Homemade Styrofoam Vermicomposting Bins

Creating bins for compost worms brings out the resourceful, creative side of many a do-it-yourselfer. You too can take a second look at free materials at hand to improvise a shallow box to house your herd of red wiggler worms. 



By turning Styrofoam insulation boards or a discarded cooler into a worm bin, you manage a successful "green" double play. The indestructible polystyrene stays out of the waste stream and, once filled with bedding and kitchen scraps, helps create worm manure, or vermicompost.
  1. Styrofoam Panels

    • Design a vermicomposting bin to use as its sides and lid Styrofoam insulated panels, a patented name applied to the 4-by-8 foot "blue boards" of extruded polystyrene that Dow Chemical sells to insulate walls. Contractors call these blue boards; Dow calls these Super TUFF-R insulation.

      Use white glue or Liquid Nails "Projects and Construction Low Voc Adhesive" designed especially for Styrofoam to adhere the panels to a framework of 2-by-2s and 2-by-4s to create a 12-inch deep worm bin. The length and width can be 1 foot by 2 feet, or 2 feet by 3 feet, or any dimension that fits the space you envision the bin occupying, such as under a stairs to the basement. See the classic worm composting bin designs by Seattle Tilth, Bob Albert or StopWaste.org for how to create the simple box shape with a bottom and a lid.

      Use ½-inch plywood for the bottom of the bin to support the weight of the compost and use Styrofoam blue boards for the sides and lid. Omit the hinges on the lid and just loosely fit a panel of Styrofoam instead.

    Coolers or Aqua-Paks

    • Coolers and Aqua-Paks used to ship fish differ structurally from Styrofoam, being expanded rather than extruded polystyrene, even though most people refer anyway to them as Styrofoam. Both make for simple, starter worm bins. Use a pencil to poke ¼-inch holes in the bin or a drill with ¼-inch bit. Poke holes about 6 inches apart in the sides and bottom for a total of as many as five dozen in a grid pattern. Your goal is to balance the worm herd's need for air, which requires some ventilation holes, vs. its need for darkness, which requires most light to be kept out.

      Place the bin on top of a tote lid or similar lipped sheet, raised on two to four wooden blocks or pieces of polystyrene to allow excess moisture to drain out and collect.

      Some worm hobbyists prefer to keep the bottom of the cooler or Aqua-pak intact. If you do this, use a three-tined garden cultivator to lift up the bedding and inspect the bottom of the cooler for soupiness created by moist kitchen scraps. Add dry bedding material if the bin bottom seems very wet.

    Considerations

    • Worm hobbyists note that polystyrene worm bins will not survive an encounter with rats, moles or squirrels if left outside. These predators will chew through the polystyrene and begin eating your worm herd. So use polysterene worm bins indoors only.

      Try to set up your homemade vermicomposting bin so you won't have to move it. Styrofoam and cooler worm bins are more fragile and brittle than wooden or plastic bins and would be best left in place.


What to do.
Word for word, restate the line containing "How large is man and where is it?" and all the lines that come after it in the entries below. Include nothing from before it.

———

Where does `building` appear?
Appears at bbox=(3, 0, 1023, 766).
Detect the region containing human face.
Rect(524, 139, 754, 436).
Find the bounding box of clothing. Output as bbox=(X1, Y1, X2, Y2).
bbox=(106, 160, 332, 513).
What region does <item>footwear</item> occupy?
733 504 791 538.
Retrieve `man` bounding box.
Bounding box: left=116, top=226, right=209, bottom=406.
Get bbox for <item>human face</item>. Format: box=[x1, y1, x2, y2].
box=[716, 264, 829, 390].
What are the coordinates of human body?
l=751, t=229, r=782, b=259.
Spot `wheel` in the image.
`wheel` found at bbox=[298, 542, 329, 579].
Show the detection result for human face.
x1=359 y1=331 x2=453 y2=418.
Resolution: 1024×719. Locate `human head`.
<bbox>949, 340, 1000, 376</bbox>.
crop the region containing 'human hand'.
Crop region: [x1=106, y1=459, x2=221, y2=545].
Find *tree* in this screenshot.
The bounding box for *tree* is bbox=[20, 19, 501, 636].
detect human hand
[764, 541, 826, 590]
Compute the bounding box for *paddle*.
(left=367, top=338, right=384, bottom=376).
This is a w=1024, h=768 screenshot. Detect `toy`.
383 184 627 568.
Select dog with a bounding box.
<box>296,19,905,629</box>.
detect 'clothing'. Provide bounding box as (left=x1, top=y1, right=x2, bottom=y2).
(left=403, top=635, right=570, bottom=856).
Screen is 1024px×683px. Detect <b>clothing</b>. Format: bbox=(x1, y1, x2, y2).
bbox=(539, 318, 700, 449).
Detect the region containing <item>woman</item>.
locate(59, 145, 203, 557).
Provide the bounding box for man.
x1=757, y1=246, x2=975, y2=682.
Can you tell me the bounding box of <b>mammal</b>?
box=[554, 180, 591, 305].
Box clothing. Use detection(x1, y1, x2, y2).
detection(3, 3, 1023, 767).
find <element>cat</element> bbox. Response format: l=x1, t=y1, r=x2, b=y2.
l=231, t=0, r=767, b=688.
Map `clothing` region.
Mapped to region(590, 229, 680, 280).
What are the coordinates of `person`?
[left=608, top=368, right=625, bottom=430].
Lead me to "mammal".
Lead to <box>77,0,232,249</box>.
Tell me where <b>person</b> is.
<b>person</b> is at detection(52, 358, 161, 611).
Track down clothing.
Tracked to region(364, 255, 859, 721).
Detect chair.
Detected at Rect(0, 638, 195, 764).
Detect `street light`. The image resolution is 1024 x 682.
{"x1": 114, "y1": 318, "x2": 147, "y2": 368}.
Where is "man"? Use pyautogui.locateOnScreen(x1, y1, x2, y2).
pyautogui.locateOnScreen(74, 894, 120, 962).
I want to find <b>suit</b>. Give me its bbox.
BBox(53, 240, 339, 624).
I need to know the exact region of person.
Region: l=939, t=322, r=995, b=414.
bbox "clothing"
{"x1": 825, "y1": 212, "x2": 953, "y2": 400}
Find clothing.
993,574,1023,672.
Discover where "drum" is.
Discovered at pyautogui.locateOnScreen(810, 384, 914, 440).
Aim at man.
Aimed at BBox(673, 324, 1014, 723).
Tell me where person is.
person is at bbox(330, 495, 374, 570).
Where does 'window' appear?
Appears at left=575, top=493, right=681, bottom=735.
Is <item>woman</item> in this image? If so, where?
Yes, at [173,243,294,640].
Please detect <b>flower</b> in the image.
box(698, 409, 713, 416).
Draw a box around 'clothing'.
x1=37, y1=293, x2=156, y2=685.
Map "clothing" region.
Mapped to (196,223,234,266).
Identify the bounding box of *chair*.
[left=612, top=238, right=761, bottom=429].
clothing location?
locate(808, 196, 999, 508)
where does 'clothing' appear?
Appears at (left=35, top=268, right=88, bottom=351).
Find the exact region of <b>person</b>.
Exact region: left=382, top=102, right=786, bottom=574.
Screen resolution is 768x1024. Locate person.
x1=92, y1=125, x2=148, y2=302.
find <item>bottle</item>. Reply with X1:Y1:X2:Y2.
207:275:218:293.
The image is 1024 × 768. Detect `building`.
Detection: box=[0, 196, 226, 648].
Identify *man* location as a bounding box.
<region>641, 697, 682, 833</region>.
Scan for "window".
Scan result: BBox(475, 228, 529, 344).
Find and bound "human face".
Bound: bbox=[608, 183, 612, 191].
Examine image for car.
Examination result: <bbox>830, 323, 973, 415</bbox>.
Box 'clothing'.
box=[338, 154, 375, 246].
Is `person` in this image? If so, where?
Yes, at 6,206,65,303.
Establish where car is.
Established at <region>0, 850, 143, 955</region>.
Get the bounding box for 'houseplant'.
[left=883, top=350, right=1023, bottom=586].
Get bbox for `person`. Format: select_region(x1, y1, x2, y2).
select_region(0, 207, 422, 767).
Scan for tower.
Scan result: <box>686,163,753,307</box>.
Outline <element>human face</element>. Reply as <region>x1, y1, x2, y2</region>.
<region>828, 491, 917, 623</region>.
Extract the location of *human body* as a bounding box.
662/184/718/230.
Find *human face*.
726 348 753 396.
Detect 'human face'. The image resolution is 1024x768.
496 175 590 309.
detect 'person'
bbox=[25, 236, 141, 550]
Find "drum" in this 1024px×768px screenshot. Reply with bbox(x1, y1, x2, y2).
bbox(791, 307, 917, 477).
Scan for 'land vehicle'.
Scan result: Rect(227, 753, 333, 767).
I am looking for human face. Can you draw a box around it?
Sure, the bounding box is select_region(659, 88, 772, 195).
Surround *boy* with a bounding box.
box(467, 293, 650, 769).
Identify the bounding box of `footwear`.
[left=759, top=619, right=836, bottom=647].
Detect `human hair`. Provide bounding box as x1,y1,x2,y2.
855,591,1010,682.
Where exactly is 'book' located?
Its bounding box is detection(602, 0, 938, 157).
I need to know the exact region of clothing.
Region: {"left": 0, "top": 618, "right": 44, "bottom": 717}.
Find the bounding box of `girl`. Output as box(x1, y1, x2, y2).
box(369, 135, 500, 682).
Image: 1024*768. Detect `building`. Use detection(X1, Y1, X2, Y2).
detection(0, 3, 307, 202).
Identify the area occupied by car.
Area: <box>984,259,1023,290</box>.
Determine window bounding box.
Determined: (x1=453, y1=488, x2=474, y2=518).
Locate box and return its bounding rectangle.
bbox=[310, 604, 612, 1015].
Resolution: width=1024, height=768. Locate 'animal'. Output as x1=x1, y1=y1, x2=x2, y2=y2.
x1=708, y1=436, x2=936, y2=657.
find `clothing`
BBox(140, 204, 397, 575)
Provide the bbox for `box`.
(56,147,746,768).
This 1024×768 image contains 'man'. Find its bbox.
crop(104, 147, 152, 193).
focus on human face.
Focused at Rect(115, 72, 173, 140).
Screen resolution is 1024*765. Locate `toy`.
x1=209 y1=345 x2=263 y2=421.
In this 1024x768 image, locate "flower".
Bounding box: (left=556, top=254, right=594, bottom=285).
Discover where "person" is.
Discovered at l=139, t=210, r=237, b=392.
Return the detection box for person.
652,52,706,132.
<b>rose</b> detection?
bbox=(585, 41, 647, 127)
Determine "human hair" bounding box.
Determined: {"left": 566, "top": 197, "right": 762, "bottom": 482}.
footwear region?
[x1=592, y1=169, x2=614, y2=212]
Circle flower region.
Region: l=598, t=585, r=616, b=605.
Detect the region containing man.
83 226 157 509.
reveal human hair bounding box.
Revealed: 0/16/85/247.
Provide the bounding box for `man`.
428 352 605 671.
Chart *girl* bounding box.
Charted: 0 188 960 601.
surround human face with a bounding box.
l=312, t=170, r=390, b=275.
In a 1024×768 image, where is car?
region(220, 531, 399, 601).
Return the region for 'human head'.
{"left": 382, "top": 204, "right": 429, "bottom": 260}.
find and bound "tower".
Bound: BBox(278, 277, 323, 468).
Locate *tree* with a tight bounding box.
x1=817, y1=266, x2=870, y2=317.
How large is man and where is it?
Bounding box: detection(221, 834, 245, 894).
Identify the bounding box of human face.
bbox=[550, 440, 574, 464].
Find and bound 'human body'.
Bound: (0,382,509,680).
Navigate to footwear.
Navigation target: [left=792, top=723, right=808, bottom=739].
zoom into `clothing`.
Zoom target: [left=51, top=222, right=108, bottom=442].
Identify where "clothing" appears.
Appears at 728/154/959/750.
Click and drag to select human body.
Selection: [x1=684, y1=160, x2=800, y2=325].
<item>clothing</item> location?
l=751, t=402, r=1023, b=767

———

Response area.
How large is man and where is it?
Bounding box: detection(221, 834, 245, 894).
Identify the bounding box of human face.
bbox=[550, 440, 574, 464].
Find and bound 'human body'.
Bound: (0,382,509,680).
Navigate to footwear.
Navigation target: [left=792, top=723, right=808, bottom=739].
zoom into `clothing`.
Zoom target: [left=51, top=222, right=108, bottom=442].
Identify where "clothing" appears.
Appears at 728/154/959/750.
Click and drag to select human body.
Selection: [x1=684, y1=160, x2=800, y2=325].
<item>clothing</item> location?
l=751, t=402, r=1023, b=767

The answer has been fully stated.